Rev. Dr. Judson, the missionary, is again reported in very feeble health, and in a decline. He is nearly sixty years of age.
The Poems of Frances A. and Metta V. Fuller, of Ohio, are in press, and to be published in a beautiful volume in the autumn.
Mr. Prescott, the historian, is passing the summer in England.

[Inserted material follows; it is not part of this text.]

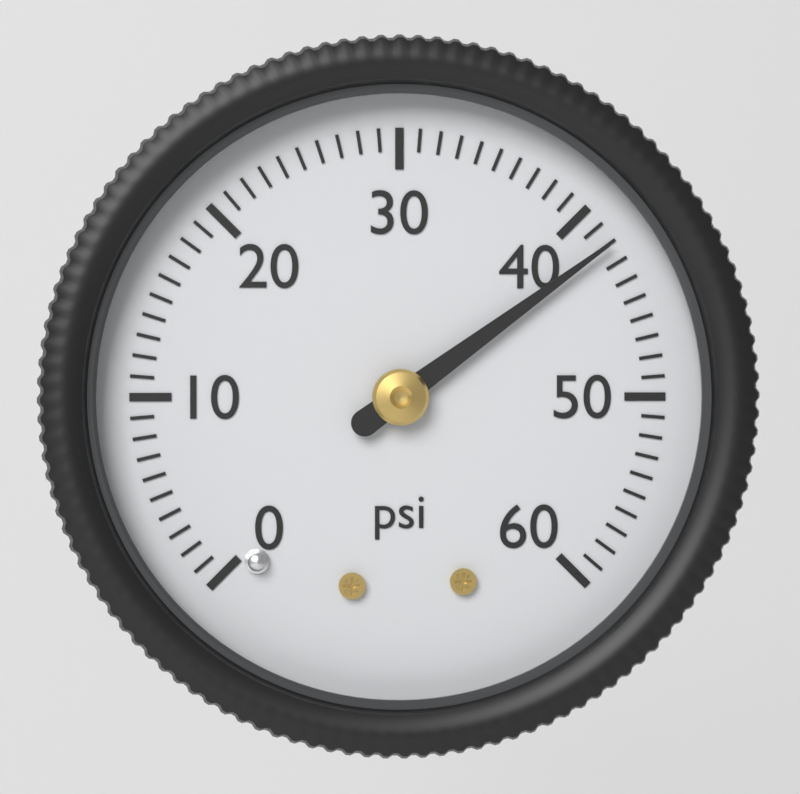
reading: 42 psi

LITERATURE IN PARIS.—A correspondent of the London Literary Gazette, under date of June 12, says:
"I notice reprints, by Didot, of several of the standard works of Chateaubriand; a condensation, by General O'Connor, of his "Monopoly;" a Treatise, by the Bishop of Langres, on the grave question of Church and State; a very interesting and curious work on the forests of Gaul, ancient France, England, Italy, &c.; a volume of the Unpublished Letters of Mary Adelaide of Savoy, Duchess of Bourgogne—which throws great light on many of the principal historical events and personages of her time; a charming series of Sketches from Constantinople, entitled "Nuits du Ramazan," by Gerard de Nerval, a popular feuilletoniste; a big volume of the works of St. Just, the terrible Conventionist; a continuation of the Illustrated Edition of Defauconpret's Translation of the complete works of Walter Scott; an admirable fac-simile collection of Contemporary Portraits of Eminent Individuals of the Sixteenth Century; a reprint of Boileau's Satires; an Alphabetical and Analytical Table of all the Authors, Sacred and Profane, discovered or published in the forty-three volumes of the celebrated Cardinal Mai; a 'Month in Africa,' by Pierre Napoleon Buonaparte, &c. There have also been more than the usual average of works in the Greek, Latin, Hebrew. Italian and Portuguese."